Couples should be able to share their dreams with one another. That’s why for just $69.69, you’ll like what I have to sell you. It’s not just one tube and two suction cups you each attach to your foreheads—it’s the Dream Tunnel.


My closet’s so full of memories and fearful homosexuals that I have nowhere to hang my clothes. Well, that and I don’t know how to tie a noose. I’m making meatloaf on a stick if you want to come over later and help me prosecute my entire wardrobe.

You know what’s a chain reaction? The direct relationship between how fast I pedal, and how fast my bicycle travels. I’m the kind of lover who notices the small details, like the fact that my bike has no brakes and I’m rapidly approaching a cliff.

Rachel got up and did this happy little shuffle, like she was some cheerful farmer chick who'd just stepped outside to find the hick she was in love with coming up the road with a calf under his arm or whatever.Why was she dancing? No reason.Just alive, I guess.

I killed a man for his shoes, and then I realized his feet were much smaller than mine. So I walked around barefoot for a week, in honor of a man who died a senseless death. What a tragedy he didn’t wear larger shoes, so that his death could have meant something.

We made love like two kangaroos arguing over the cargo capacity of a purse on sale. But I said, “No—it’s less money, yes, but it’s also less space than we need.” Whatever we do when we do it, we must remember that we do it for the children.

Remember the Hottentots?" asked James. "They've become the Khoi now, which means that the Germans will have to retire that wonderful word of theirs, Hottentotenpotentatenstantenattentater, which means, as you know, one who attacks the aunt of a Hottentot potentate.

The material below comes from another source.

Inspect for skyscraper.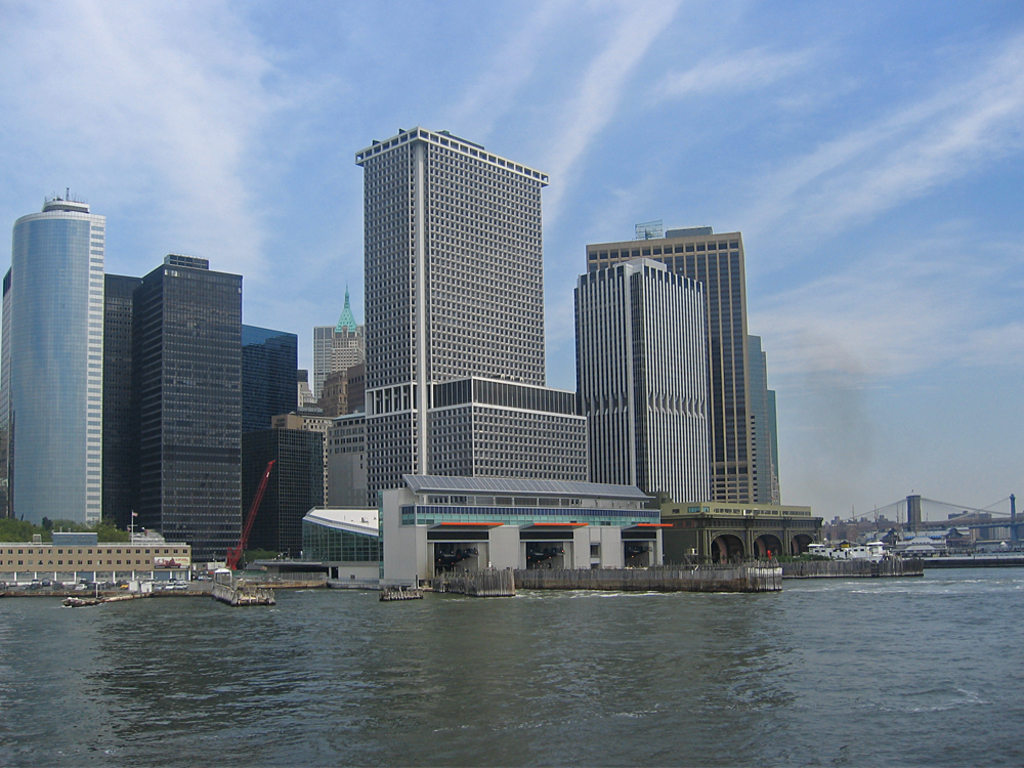
Inspection: (left=588, top=258, right=709, bottom=502).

I've knitted myself a hat, it's plum red with an appealing lace pattern, I figured that a few air holes would be nice now that it's spring. I put it on and feel like a cranberry in the snow, and I wonder if they can see me from the moon. Me and the Great Wall.

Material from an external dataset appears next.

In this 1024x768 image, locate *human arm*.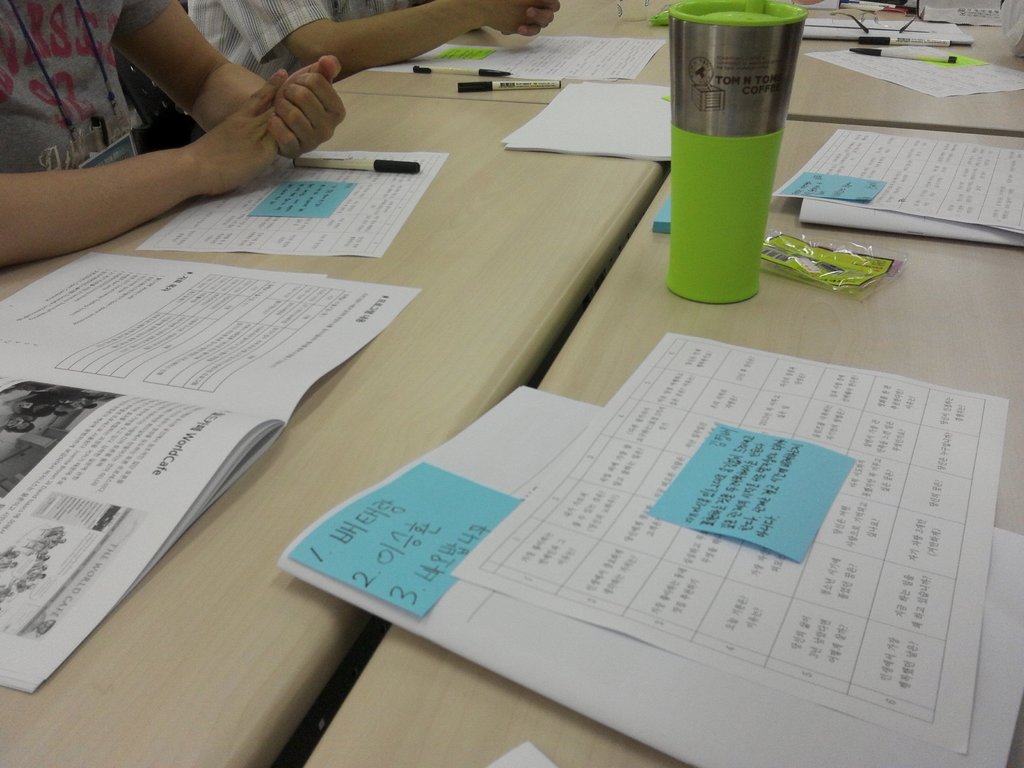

A stranger to myself and to the world, armed solely with a thought that negates itself as soon as it asserts, what is this condition in which I can have peace only by refusing to know and to live, in which the appetite for conquest bumps into walls that defy its assaults?

I want to hire someone to stand outside my door and knock three times, with each knock being three years apart. At the end of the nine years I’ll reply, “Who is it?” And without delay or reply, the person on the other side of the door is to find a new job.

I cover my bedroom windows with tinfoil, because it keeps out the morning sun, and it makes it seem like I’m living on a spaceship. Neil Armstrong once called me to learn how to walk on the path of love, and I told him, “One giant leap, followed by one small step.

If somebody were to ask me what it means to me to be American, I'd respond, "It's like eating scrambled eggplant with a dozen 1969 moons sunny side up at noon." If they asked me to clarify, I'd respond, "It feels like I'm just one of 300 million empty stomachs.

I was the captain of the latent paranoid softball team. We used to play all the neurotics on sunday morning. Nailbiters against the bedwetters, and if you've never seen neurotics play softball, it's really funny. I used to steal second base, and feel guilty and go back.

I turned on my faucet, and out slithered a clear garden snake. It was too cold to shave with, so I grew out a beard and patch of broccoli. Sometimes my love is liquid, and sometimes it’s foggy enough to steam broccoli, or facial hair if you don’t like eating vegetables.

[Waiting for Godot] has achieved a theoretical impossibility—a play in which nothing happens, that yet keeps audiences glued to their seats. What's more, since the second act is a subtly different reprise of the first, he has written a play in which nothing happens, twice.